Climate change by any other name is still an attempt to scare people into believing that their daily habits are causing the literal world to die so they might open their wallets and give a little to the cause. Or convince them to use their vote to elect legislators who support taxpayer funding to groups that work on the cause of anthropogenic climate change. The goal of the latter is to incentivize the creation of a whole new batch of academics to push what is — at best — an evolving and incomplete understanding of how global temperatures fluctuate and just how much of a role humans play in those fluctuations.
And every time the average person catches on to the “evolving and incomplete” part, those selling the idea of man-made climate change do a little re-branding. (DISCLOSURE: I’m sure we play a role in effecting our environment, but nowhere near the disaster scenarios climate alarmists have been selling since the 70s.)
When I was a kid, it was “Global Warming.” Then, because those pesky hockey sticks turned out to be manufactured and the fluctuations trended colder rather than warmer for a period of time, it became “Climate Change.”
Now — ready for this? — it’s “Climate Restoration.” That is, an attempt to restore the climate back to pre-Industrial Revolution days.
In the end, somehow we knew it would come to this. The Left, in the form of the think thank RAND, has gone full Luddite:
Since the 1992 United Nations Framework Convention on Climate Change, society has organized efforts to limit the magnitude of climate change around the concept of stabilization — that is, accepting some climate change but holding it within acceptable bounds. This report offers an initial exploration of the concept of climate restoration — that is, approaches that seek to return atmospheric concentrations of greenhouse gases to preindustrial levels within one to two generations. Using a simple integrated assessment model, the analysis examines climate restoration through the lens of risk management under conditions of deep uncertainty, exploring the technology, economic, and policy conditions under which it might be possible to achieve various climate restoration goals and the conditions under which society might be better off with (rather than without) a climate restoration goal. This report also explores near-term actions that might help manage the risks of climate restoration.
Take a moment and try to grasp how utterly demented this is. So great is the cultural-Marxist hatred for modernity — Marx himself was a child of the Industrial Revolution and developed his crackpot scheme based on mid-19th-century conditions — that, like the Luddite, they wish to return to some halcyon period before… well, you draw the line wherever you like.

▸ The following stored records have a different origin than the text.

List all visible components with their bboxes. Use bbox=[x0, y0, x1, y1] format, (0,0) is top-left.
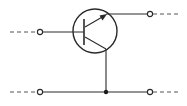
input-common-terminal bbox=[37, 89, 42, 94]
output-emitter-terminal bbox=[147, 11, 152, 16]
transistor-envelope bbox=[73, 9, 117, 53]
collector-ground-junction-dot bbox=[104, 90, 108, 94]
collector-line bbox=[85, 37, 106, 49]
emitter-arrow-icon bbox=[100, 14, 108, 21]
npn-transistor-symbol bbox=[73, 9, 117, 53]
input-base-terminal bbox=[37, 29, 42, 34]
transistor-circuit-diagram: NPN transistor common-collector (emitter… bbox=[0, 0, 187, 106]
output-common-terminal bbox=[147, 89, 152, 94]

Since “climate restoration” is clearly a new discipline (have you ever heard the term before today? I hadn’t.), it makes one wonder just where these studied pros who understand the landscape are coming from. Are they former climate change experts who shifted focus?

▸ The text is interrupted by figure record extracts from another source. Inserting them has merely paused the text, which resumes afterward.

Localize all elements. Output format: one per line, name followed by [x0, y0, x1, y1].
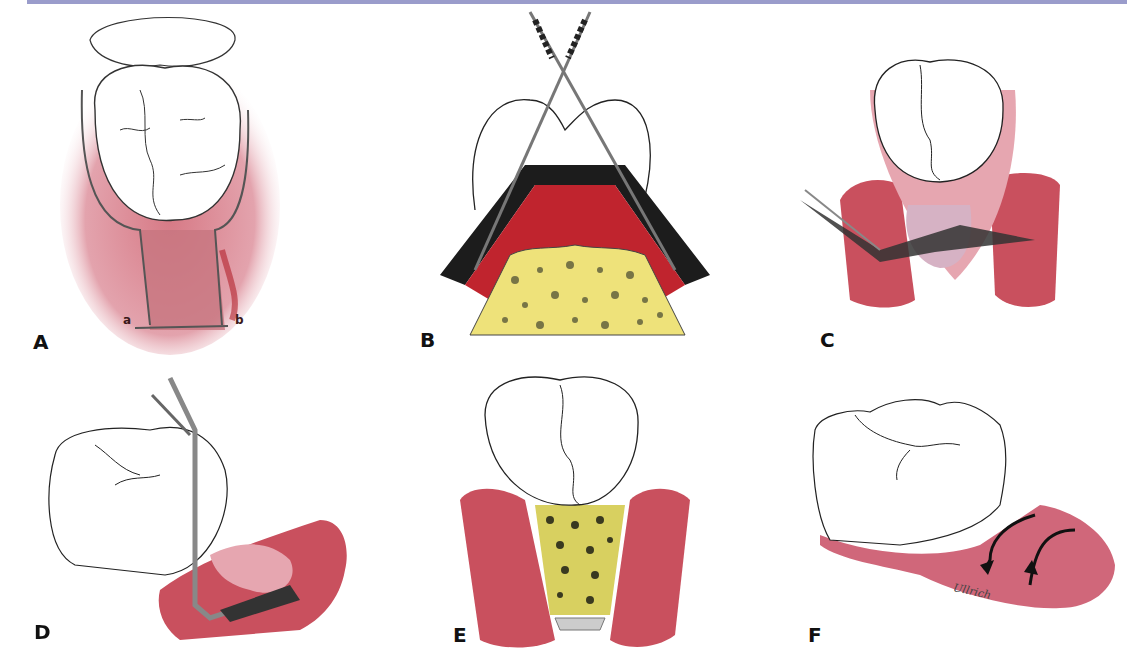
incision-point-b-label: b	[235, 314, 244, 326]
molar-tooth	[874, 60, 1003, 182]
opposing-tooth	[90, 18, 235, 67]
panel-a: a b A	[0, 0, 360, 360]
panel-b-illustration	[400, 0, 760, 360]
panel-e-illustration	[400, 360, 760, 666]
panel-label-a: A	[33, 332, 48, 352]
panel-label-b: B	[420, 330, 435, 350]
molar-tooth	[49, 427, 227, 575]
panel-a-illustration	[0, 0, 360, 360]
panel-label-e: E	[453, 625, 467, 645]
panel-d-illustration	[0, 360, 380, 666]
molar-tooth	[813, 400, 1006, 545]
incision-point-a-label: a	[123, 314, 131, 326]
panel-label-f: F	[808, 625, 822, 645]
panel-e: E	[400, 360, 760, 666]
panel-c-illustration	[790, 0, 1148, 360]
panel-label-d: D	[34, 622, 51, 642]
panel-d: D	[0, 360, 380, 666]
panel-label-c: C	[820, 330, 835, 350]
panel-c: C	[790, 0, 1148, 360]
panel-f-illustration	[790, 360, 1148, 666]
panel-b: B	[400, 0, 760, 360]
panel-f: Ullrich F	[790, 360, 1148, 666]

In any event, two of their key findings include:
- getting the air back to a place where the clean up of greenhouse gas emissions are least expensive (no telling how expensive it would be to make it cheap to do that but I bet it’s up there)

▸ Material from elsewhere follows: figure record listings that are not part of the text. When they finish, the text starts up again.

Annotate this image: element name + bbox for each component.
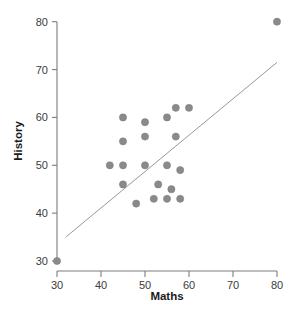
plot-canvas: 304050607080 History 304050607080 Maths bbox=[0, 0, 295, 319]
scatter-plot-figure: 304050607080 History 304050607080 Maths bbox=[0, 0, 295, 319]
x-axis-ticks bbox=[57, 271, 277, 277]
y-axis-tick-labels: 304050607080 bbox=[36, 16, 48, 267]
y-tick-label: 70 bbox=[36, 64, 48, 76]
data-point bbox=[53, 257, 60, 264]
data-point bbox=[141, 162, 148, 169]
data-point bbox=[119, 138, 126, 145]
data-point bbox=[163, 195, 170, 202]
y-tick-label: 50 bbox=[36, 159, 48, 171]
data-point bbox=[150, 195, 157, 202]
y-axis-ticks bbox=[52, 22, 57, 261]
x-tick-label: 30 bbox=[51, 279, 63, 291]
trend-line bbox=[66, 62, 277, 237]
y-tick-label: 30 bbox=[36, 255, 48, 267]
data-point bbox=[177, 166, 184, 173]
y-tick-label: 60 bbox=[36, 111, 48, 123]
x-tick-label: 60 bbox=[183, 279, 195, 291]
data-point bbox=[168, 186, 175, 193]
y-tick-label: 80 bbox=[36, 16, 48, 28]
data-point bbox=[106, 162, 113, 169]
data-point bbox=[155, 181, 162, 188]
data-point bbox=[185, 104, 192, 111]
data-point bbox=[141, 119, 148, 126]
data-point bbox=[119, 181, 126, 188]
data-point bbox=[273, 18, 280, 25]
y-axis-title: History bbox=[12, 121, 24, 161]
data-point bbox=[172, 104, 179, 111]
data-point bbox=[177, 195, 184, 202]
data-point bbox=[172, 133, 179, 140]
data-point bbox=[119, 162, 126, 169]
y-tick-label: 40 bbox=[36, 207, 48, 219]
data-point bbox=[141, 133, 148, 140]
data-point bbox=[133, 200, 140, 207]
data-points bbox=[53, 18, 280, 265]
x-tick-label: 70 bbox=[227, 279, 239, 291]
y-axis: 304050607080 History bbox=[12, 16, 57, 267]
data-point bbox=[119, 114, 126, 121]
data-point bbox=[163, 114, 170, 121]
data-point bbox=[163, 162, 170, 169]
x-tick-label: 40 bbox=[95, 279, 107, 291]
x-axis: 304050607080 Maths bbox=[51, 271, 283, 302]
x-tick-label: 80 bbox=[271, 279, 283, 291]
x-axis-title: Maths bbox=[150, 290, 183, 302]
x-tick-label: 50 bbox=[139, 279, 151, 291]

- and setting up a “process of policy experimentation” (which will require dolla dolla bills, y’all!) to help society achieve its goal of getting back to clear air.
Basically, global warming by any other name is still expensive and based on data that has been alternately manipulated (proven by the hockey stick scandal), or anecdotally unreliable or unusable because it doesn’t say what the alarmists want it to say (this winter seems to be lasting forever, doesn’t it?).
Being responsible stewards of the environment is a good and noble thing. Bilking taxpayers out of their money for programs that haven’t been proven necessary and scaring/shaming people into believing they’re destroying their world is neither of those things.